Dickens was intrigued with the intrinsic nature of industrial organization in which the worker has nothing to do but mind the machine . . . and which productivity is pursued at the expense of the human satisfaction it is supposed to serve. He saw (sometimes) the working people as exerting intelligence, courage and elasticity and the masters blocking, curbing and denying their humanness.
Hard Times centres on the failure to recognise the need for humanness and the destruction that this causes everyone. The industrial relations environment of Coketown is vividly described in metaphor to underline the bleakness and inhumanness of the "rational" thinking of the 1850's. This rational thinking based on statistics and reason easily lead to the divisions of worker and master--on economic "facts" alone.
I've put together a webpage with excerpts from letters and other materials to give you some background to the novel and another with some historical events.

Electronic Sources:
There are several good,
comprehensive sites focusing on Dickens, including David Perdue's Charles
Dickens Page, Mitsuharu Matsuoka's Dickens
Page, and the Victorian
Web page on Dickens.
Study Questions:
1. As you read
Hard
Times and think about the novel, here are some helpful hints to move
you from just summarizing the text to analyzing what it is all about.

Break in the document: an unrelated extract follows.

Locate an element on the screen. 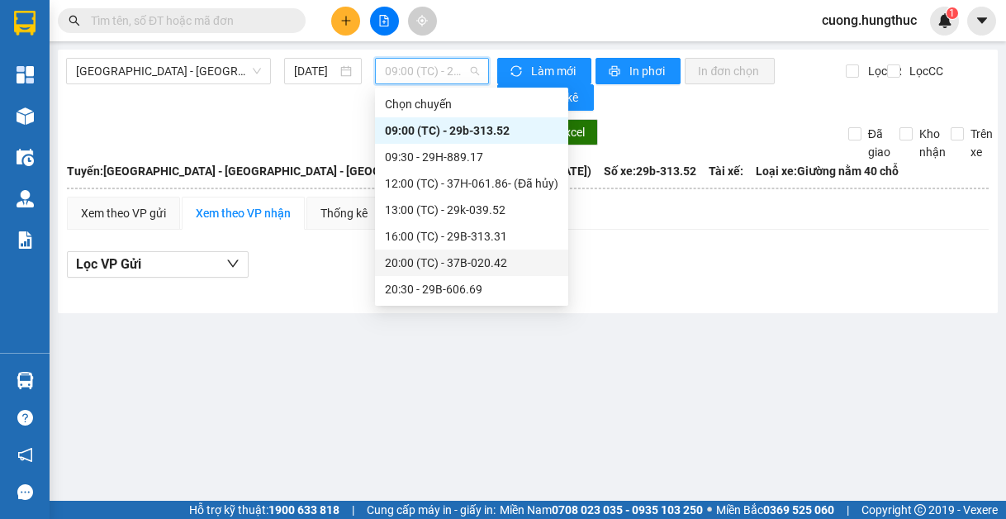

If you understand these issues, you have a very good understanding of the
novel.
2. Critics have called Hard Times an allegory. Would you agree with this statement? (Look at Louisa's descent on the allegorical "staircase of shame"--Bk. II, ch. 10). Can you come up with other specific examples of symbolism? Are the characters' names a relection of allegory?
3. What analogy is drawn between Coketown and the Gradgrindian philosophy? (What is the Gradgrinian philosophy?)
4. Rachael and Stephen have been subjected to criticism by readers who say that they are almost too good to be true. At what points in the story do Rachael and Stephen refute this criticism?
5. Of what significance was the "Star Shining" to Stephen? What does this represent symbolically?
6. What is Mrs. Sparsit's role in the novel?
7. Dickens is utilizing satire to agitate for better conditions in England. What are some specific examples of satire? To what advantage does Kidderminster serve Dickens' purpose?
8. In the time of the Hebrew prophet Daniel, Belshazzar, last king of Babylon, saw the "handwriting on the wall," which foretold his destruction. How does Dickens utilize this analogy?
9. Why is it signifcant for the novel to open in the classroom of Facts and conclude in the circus of Fancy?